### WHAT TO PRODUCE
Starting at the line with "Identify the location of day-info: Sunrise: 4:45" and stopping at the final line, retype the data below exactly; do not carry over any pictures.

(MATERIALS PROVIDED begins)

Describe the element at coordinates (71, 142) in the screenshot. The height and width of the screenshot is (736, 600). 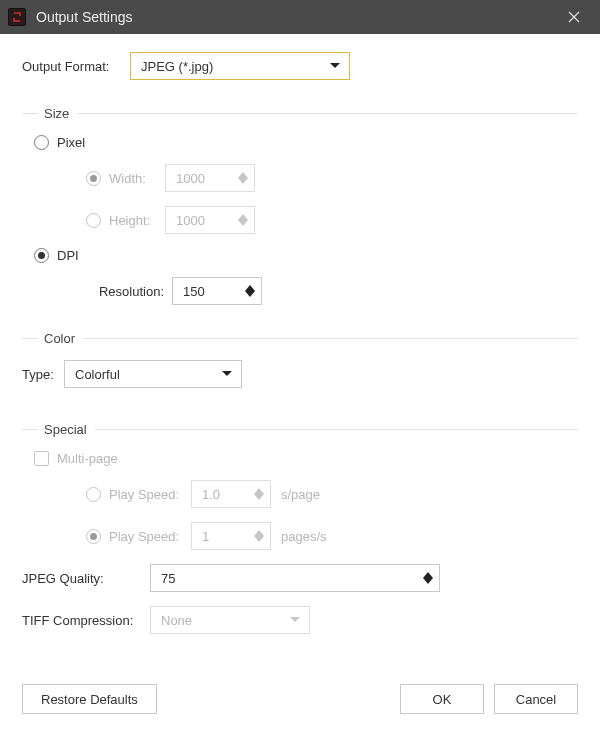
I see `pixel-label: Pixel` at that location.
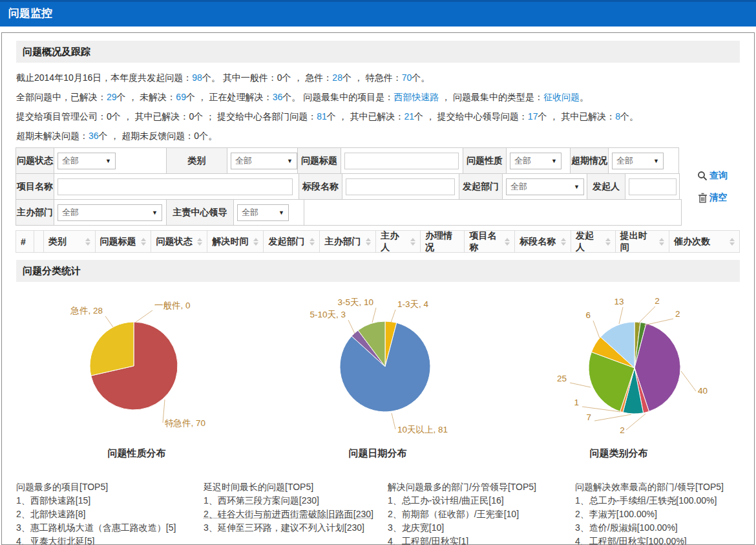  Describe the element at coordinates (296, 528) in the screenshot. I see `list-item: 3、延伸至三环路，建议不列入计划[230]` at that location.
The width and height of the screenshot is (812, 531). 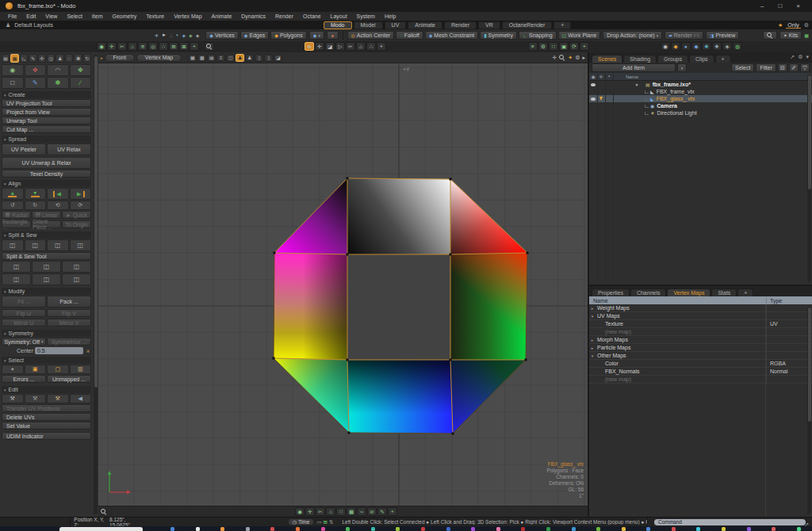 I want to click on select-button: Select, so click(x=742, y=68).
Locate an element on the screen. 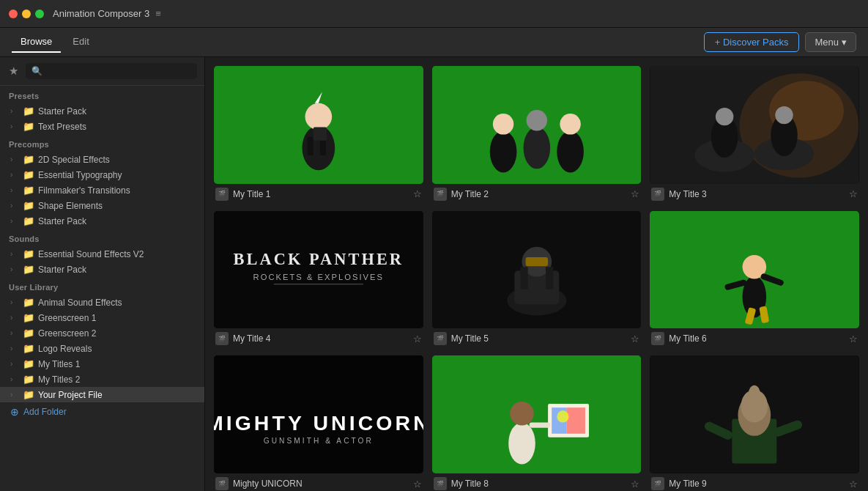 This screenshot has width=868, height=491. item-footer: 🎬 Mighty UNICORN ☆ is located at coordinates (319, 482).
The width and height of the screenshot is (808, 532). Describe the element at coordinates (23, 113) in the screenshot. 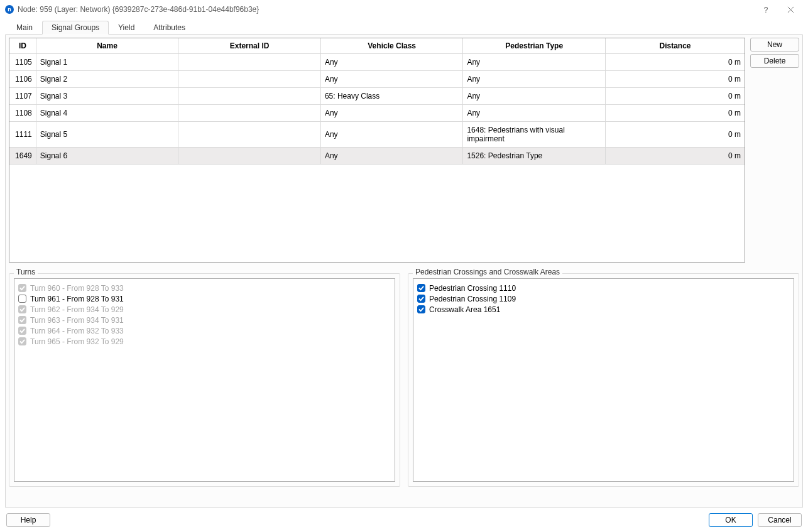

I see `cell-id: 1108` at that location.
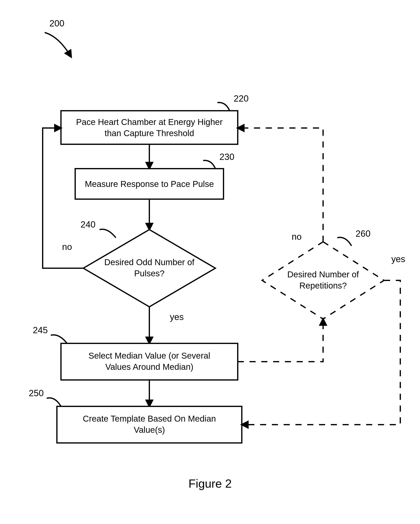 The width and height of the screenshot is (420, 524). I want to click on node-250-ref: 250, so click(36, 393).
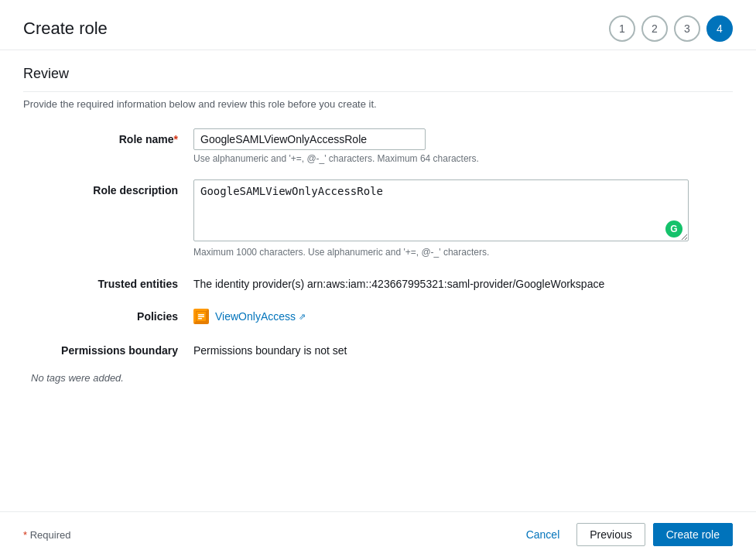 Image resolution: width=756 pixels, height=557 pixels. I want to click on policies-field: ViewOnlyAccess ⇗, so click(441, 315).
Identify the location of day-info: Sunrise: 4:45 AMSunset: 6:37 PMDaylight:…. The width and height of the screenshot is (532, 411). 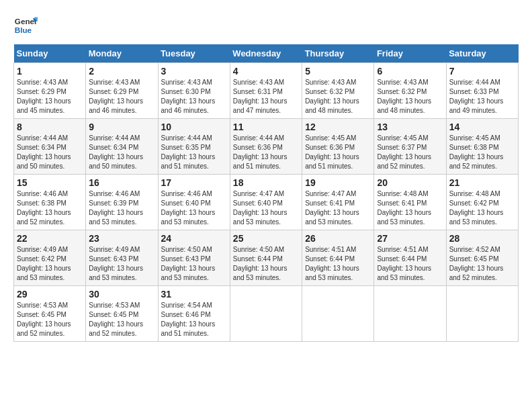
(410, 152).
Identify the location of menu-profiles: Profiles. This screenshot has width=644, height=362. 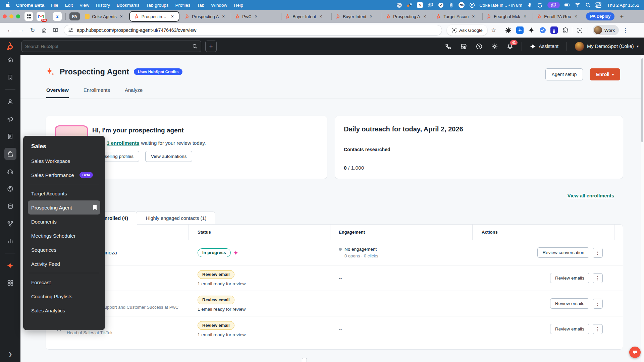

(MATERIALS PROVIDED ends)

### RESULT OF THIS EXERCISE
Identify the location of day-info: Sunrise: 4:45 AMSunset: 6:37 PMDaylight:…. The width and height of the screenshot is (532, 411). 
(410, 152).
Identify the location of menu-profiles: Profiles. This screenshot has width=644, height=362. 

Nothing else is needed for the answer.